SUMMERSIDE, Prince Edward Island – Farmers throughout Prince Edward Island were nervously gearing up to send their first shipments of potatoes across the U.S. border Monday, hoping they’ve finally seen the end of a bitter six-month trade dispute.
Trucks were preparing to load millions of potatoes after officials from the Canadian Food Inspection Agency fanned out across the province over the weekend to inspect the shipments for any signs of the potato wart disease.
All of the potatoes destined for the U.S. market had to be visually examined and approved before they could leave the Island under conditions set out in an agreement reached last week ending the U.S. ban on P.E.I. potatoes.
But many jittery packers said the true test will come when the trucks pull up to the American border in Houlton, Maine, and find out whether they’ll be allowed to cross into the United States.
“We all are nervous because you’re walking into something blind here,” Wayne Clark of the P.E.I. Produce packing plant in Summerside said while getting a couple of trucks ready to head out Monday.
“We’ve had this mess all winter, so we’re not sure what we’re doing. The first trucks are going to be the sacrificial lambs.”
Most packers, who’ve watched two earlier deals collapse, said they would wait to see how the first shipments go Monday and then send their trucks to the border, where U.S. officials will again inspect the potatoes.
Don Flannery of the Maine Potato Board says the agency will closely monitor the imports for signs of the blight, a highly contagious disease that doesn’t harm humans or other crops, but causes unsightly bumps that leave potatoes unmarketable.
“If there’s another find, all bets are off” on future imports, Flannery said.
The agreement ends a nasty feud that erupted last October when 72 potatoes from a small Island field were found to have the black cauliflowerlike growth.
Washington closed the border, infuriating farmers and scientists, who said 10,000 tests proving the wart had not spread to other farms showed the dispute was more about protectionism than valid agricultural fears.
The latest deal, which affects only potatoes harvested in 2000, came last week after the United States dropped onerous conditions on the movement of potatoes within Canada.
Farmers, estimated to have lost $30 million in the dispute, say they feel more optimistic this deal will stand, but are still reluctant to dispatch large loads of potatoes to the border until they know others have made it through.
“We’ve been to the border a couple of times already and [have been] sent home so we’ll let someone else take the first loads through,” said Rod Nicholson of Mid-Isle Farms in nearby Albany.
“We’ll see how the day goes along and then maybe we’ll book more trucks, but we’re hopeful there won’t be holdups at the border.”
The deal allows shipment to the United States of table potatoes from 80 percent of P.E.I. farms if they have been washed, sprouted, packed in bags of not more than 50 pounds and visually inspected.
Don Love of the Canadian Food Inspection Agency said Sunday they hadn’t found any infected potatoes after sifting through several massive bins of potatoes that would be packaged and then loaded onto trucks.
The agency called in extra workers and reassigned others throughout the weekend to examine the potatoes, as four-person crews inspected about 12,000 potatoes in five hours.
“That’s a fairly onerous task because there are several thousand truckloads of potatoes that are eligible and will be exported from P.E.I. over next couple of months,” Love said Sunday in Charlottetown.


EXERCISE INSTRUCTIONS:
Up to and including the line containing "What do you see at coordinates (261, 78)", retype each line of the listing below exactly, beginning with the first.

*** Begin section ***

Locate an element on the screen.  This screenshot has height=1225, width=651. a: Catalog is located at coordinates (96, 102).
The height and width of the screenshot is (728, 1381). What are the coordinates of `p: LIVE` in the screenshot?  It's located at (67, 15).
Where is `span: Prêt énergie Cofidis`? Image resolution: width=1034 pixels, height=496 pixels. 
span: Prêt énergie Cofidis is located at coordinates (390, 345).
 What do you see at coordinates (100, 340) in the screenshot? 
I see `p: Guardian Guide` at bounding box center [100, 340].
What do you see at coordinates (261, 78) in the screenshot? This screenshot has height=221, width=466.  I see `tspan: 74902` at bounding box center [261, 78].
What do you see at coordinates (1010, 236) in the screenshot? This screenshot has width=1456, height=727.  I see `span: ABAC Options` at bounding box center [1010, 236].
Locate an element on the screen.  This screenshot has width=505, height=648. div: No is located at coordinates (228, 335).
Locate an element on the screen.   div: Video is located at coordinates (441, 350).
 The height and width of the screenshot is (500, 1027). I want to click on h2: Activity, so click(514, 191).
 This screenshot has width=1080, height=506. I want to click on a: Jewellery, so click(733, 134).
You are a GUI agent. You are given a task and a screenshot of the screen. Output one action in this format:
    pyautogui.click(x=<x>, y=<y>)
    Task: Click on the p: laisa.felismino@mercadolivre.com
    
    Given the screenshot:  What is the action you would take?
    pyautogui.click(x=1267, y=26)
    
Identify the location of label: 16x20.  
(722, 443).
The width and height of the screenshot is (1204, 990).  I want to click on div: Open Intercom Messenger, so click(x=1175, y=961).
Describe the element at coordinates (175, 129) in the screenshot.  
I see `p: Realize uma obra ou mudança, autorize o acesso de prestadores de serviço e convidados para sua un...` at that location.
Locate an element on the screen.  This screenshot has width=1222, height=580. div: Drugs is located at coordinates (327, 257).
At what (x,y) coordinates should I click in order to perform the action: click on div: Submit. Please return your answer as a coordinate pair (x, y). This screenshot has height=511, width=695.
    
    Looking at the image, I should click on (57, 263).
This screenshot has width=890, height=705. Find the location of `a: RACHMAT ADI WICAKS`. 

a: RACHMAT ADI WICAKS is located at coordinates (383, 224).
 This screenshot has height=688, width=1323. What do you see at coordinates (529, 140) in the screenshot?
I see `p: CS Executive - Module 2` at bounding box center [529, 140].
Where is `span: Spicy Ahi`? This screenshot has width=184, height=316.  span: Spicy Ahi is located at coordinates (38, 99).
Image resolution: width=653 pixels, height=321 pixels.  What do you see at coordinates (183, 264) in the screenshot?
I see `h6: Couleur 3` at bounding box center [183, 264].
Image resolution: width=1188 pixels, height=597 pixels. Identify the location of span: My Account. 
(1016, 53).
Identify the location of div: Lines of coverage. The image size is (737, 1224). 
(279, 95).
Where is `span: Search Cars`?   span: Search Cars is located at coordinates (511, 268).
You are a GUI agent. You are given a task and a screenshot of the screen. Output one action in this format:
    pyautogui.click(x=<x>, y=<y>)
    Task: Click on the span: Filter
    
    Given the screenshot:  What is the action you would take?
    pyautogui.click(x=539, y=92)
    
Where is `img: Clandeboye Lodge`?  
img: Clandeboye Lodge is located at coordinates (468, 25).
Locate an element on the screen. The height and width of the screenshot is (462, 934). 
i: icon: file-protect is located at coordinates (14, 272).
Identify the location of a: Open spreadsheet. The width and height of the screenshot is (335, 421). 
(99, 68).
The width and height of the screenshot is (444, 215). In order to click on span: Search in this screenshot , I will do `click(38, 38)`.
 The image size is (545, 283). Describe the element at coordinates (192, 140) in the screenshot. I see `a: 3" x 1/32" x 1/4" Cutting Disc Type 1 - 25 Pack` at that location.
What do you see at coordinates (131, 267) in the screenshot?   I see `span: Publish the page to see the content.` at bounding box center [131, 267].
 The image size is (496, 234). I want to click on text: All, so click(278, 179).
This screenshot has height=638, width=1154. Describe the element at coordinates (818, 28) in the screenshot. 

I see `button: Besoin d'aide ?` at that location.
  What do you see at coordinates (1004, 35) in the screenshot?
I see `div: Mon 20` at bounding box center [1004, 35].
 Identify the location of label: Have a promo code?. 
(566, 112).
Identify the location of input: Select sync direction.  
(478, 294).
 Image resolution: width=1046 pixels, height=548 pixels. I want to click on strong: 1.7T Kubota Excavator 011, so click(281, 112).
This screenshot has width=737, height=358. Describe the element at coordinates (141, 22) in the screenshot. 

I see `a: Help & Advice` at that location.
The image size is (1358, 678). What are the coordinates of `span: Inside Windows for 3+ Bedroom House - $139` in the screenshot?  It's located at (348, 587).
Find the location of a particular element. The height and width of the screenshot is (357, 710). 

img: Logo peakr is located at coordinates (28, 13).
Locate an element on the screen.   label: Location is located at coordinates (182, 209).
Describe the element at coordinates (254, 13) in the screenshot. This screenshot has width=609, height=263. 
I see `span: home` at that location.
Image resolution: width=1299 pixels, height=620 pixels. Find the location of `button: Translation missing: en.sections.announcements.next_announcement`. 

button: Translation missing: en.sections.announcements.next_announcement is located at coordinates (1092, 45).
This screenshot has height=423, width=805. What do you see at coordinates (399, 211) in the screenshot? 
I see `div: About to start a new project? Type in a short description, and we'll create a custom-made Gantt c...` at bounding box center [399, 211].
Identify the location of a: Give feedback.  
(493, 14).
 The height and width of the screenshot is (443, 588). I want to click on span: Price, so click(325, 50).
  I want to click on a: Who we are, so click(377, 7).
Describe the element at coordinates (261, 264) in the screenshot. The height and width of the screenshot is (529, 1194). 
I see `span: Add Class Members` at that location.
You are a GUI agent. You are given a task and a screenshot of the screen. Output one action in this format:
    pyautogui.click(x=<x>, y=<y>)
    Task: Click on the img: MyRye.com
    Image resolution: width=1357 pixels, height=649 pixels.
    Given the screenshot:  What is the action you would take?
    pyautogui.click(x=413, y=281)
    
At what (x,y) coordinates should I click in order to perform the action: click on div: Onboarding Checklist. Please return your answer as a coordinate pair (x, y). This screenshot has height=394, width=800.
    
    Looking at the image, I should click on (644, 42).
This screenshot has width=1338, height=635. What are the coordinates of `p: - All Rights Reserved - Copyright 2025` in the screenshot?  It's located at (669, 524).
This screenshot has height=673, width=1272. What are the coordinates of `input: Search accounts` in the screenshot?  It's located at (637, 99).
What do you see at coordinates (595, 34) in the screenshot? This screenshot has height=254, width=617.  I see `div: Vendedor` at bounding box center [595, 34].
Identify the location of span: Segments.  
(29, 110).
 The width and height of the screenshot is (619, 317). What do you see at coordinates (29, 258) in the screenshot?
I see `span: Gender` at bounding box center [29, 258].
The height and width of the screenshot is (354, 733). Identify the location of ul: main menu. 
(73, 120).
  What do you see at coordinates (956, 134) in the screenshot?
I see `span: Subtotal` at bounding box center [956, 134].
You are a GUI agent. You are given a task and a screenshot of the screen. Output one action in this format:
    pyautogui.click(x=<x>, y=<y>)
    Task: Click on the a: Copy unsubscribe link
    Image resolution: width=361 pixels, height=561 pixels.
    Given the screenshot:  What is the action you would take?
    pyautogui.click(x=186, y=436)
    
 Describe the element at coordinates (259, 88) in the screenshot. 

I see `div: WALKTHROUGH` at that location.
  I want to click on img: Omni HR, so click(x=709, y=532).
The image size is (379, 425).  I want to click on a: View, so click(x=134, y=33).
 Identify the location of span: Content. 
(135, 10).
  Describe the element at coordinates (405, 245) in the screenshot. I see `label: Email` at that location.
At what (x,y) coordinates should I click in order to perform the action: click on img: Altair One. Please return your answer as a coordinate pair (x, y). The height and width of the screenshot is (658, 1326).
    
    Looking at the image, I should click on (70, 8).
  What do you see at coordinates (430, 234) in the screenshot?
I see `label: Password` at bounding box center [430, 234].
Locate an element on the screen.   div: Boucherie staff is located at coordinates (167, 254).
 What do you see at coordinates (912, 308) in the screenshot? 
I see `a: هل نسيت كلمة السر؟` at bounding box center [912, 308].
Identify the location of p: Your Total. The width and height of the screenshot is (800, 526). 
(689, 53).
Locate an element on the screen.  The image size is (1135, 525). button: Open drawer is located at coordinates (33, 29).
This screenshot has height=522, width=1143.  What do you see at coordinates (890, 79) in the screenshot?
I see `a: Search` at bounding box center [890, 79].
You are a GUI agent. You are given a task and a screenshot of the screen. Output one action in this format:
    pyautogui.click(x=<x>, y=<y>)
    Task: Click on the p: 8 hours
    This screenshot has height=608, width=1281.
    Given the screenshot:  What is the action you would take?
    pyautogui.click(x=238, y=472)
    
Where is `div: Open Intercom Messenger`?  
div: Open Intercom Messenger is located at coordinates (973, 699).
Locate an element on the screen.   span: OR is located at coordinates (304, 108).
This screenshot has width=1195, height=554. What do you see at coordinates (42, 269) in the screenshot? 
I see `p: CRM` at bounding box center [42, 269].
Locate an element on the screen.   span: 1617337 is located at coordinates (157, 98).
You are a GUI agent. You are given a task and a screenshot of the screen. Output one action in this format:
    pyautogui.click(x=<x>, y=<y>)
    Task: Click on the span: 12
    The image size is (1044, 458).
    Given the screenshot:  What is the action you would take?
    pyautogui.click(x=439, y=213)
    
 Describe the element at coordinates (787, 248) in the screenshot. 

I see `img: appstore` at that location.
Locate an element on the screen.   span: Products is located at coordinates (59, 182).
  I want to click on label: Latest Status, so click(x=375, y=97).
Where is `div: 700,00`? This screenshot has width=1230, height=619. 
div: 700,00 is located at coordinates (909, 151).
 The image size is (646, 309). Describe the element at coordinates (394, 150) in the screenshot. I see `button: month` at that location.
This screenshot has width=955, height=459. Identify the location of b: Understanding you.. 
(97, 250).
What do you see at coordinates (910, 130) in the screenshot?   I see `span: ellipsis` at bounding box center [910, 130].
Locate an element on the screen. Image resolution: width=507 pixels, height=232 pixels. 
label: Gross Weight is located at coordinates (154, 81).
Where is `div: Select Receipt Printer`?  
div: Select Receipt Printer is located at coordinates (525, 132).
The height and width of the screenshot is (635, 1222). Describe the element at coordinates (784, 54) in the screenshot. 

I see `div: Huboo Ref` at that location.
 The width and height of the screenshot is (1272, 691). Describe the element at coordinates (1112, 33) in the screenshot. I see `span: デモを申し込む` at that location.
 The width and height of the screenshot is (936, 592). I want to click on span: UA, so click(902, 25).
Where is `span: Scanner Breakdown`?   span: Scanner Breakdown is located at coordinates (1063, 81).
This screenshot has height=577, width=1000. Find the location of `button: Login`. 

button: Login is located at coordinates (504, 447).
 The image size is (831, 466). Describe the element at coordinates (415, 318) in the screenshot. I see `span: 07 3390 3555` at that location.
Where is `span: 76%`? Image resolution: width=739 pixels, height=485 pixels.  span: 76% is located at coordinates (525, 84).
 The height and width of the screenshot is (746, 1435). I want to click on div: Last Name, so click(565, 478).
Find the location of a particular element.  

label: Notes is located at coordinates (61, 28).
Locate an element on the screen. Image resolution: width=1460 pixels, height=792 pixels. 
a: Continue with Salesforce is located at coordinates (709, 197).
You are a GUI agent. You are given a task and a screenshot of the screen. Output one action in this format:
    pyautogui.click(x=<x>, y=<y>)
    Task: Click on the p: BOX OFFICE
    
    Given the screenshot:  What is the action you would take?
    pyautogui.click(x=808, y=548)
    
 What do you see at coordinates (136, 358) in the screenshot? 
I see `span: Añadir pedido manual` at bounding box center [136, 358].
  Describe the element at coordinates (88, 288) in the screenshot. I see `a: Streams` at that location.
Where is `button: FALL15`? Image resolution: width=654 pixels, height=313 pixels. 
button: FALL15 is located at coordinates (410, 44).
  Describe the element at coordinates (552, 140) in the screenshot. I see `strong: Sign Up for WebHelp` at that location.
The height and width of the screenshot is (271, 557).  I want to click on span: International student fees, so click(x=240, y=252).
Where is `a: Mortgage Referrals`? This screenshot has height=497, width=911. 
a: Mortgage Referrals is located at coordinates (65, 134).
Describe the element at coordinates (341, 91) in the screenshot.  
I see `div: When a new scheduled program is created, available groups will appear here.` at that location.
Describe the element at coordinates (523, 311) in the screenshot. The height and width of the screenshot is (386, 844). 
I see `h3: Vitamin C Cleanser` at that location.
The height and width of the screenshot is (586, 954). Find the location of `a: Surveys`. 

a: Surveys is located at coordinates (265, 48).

*** End section ***

REPLY TO THE EXERCISE:
Locate an element on the screen.  This screenshot has height=1225, width=651. a: Catalog is located at coordinates (96, 102).
The height and width of the screenshot is (728, 1381). What are the coordinates of `p: LIVE` in the screenshot?  It's located at (67, 15).
Where is `span: Prêt énergie Cofidis`? Image resolution: width=1034 pixels, height=496 pixels. 
span: Prêt énergie Cofidis is located at coordinates (390, 345).
 What do you see at coordinates (100, 340) in the screenshot? 
I see `p: Guardian Guide` at bounding box center [100, 340].
What do you see at coordinates (261, 78) in the screenshot? This screenshot has height=221, width=466.  I see `tspan: 74902` at bounding box center [261, 78].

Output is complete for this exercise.